Smoke Visualization

Hi there.

I have stopped developping my VR viewer for a while to spend some time on a CFD (Computational Fluids Dynamics) viewer.

My division uses CFX but you might as well have heard about Fluent or other CFD packages.

Basically, a CFD package uses finite volumes to determine values such as temperature, velocities AND smoke concentrations in a model giving the geometry and boundary conditions.

My question is quite simple : for each volume (basically a cube), I have the smoke concentration (from 0-100%). I was wondering if someone knew of a technique to render the smoke with these values…

I want to say that I am not looking for a real-time solution (it’s barely possible when you have 500000+ cells even with a GeForce 2 !). My idea is to somehow cast a ray from the view point to the boundaries of the model and use some alpha-blended quads but I can not relate the actual smoke concentration to the opacity…

I think this is more related to physics than to OpenGL but I would be happy if someone could help me (and don’t worry if it goes deep into physics, I’ll try to cope with it !).

Regards.

Eric

Quite simply, you just cast the ray and determine how much of that length passes through smoke. Ray marching techniques are typical for this. You then apply a linear interpolation of ambient color and surface color based on the opacity of the smoke. Naturally, for good results, you will need to know the opacity value of the type of smoke, fog, or whatever scattering gas you’re dealing with.

This is pretty good due to the type of scattering that occurs in smoke. Usually, light can be assumed to scatter only once, and the light removed by scattering is simply replaced by light at the ambient frequencies (the color of the smoke) that is scattered into the ray in its place.
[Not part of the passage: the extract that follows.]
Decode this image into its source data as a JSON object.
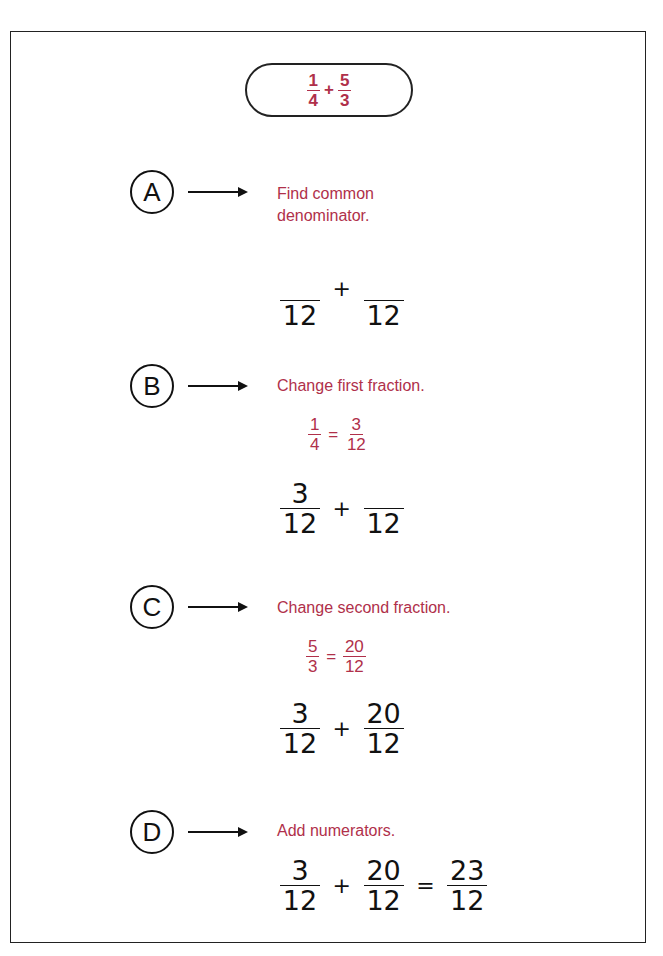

Of course, this technique will look pretty boring, so you should probably use noise-based methods to get a more realistic look.
Ken Perlin, David Ebert, and a bunch of other people have written many readily available papers on such subjects. Plus, the book Texturing and Modelling is helpful, although it isn’t a high-level book:
more tips and tricks really. Also, real scattering is highly frequency dependent: for plain old smoke, this is usually ignored, but for some applications, you might want to split up light into a few frequency bands.

Of course, this probably won’t work well in real time. Given enough compute power, you could maybe do it per-vertex if you’re using a representation conducive to that.

Of course, as you start getting dense internally lit gases, the assumption that scattering occurs only once becomes false, and you won’t get the results you’re looking for. But the assumption does work well surprisingly often.

Hi Yngwar !

Thanks for your reply. Do you know which editor sells the book you are talking about (Texture and Modelling) ?

Thanks again.

Eric

Texturing and Modeling 2nd edition by Ebert, Musgrave, Peachey, Worley, and Perlin

published by Morgan Kaufmann. July 1998

ISBN 0122287304

The first edition is called Texturing and Modeling: A Procedural Approach. If I remember, it’s lacking a few chapters that are present in the 2nd edition, but might be okay if you see it cheap in a used bookstore.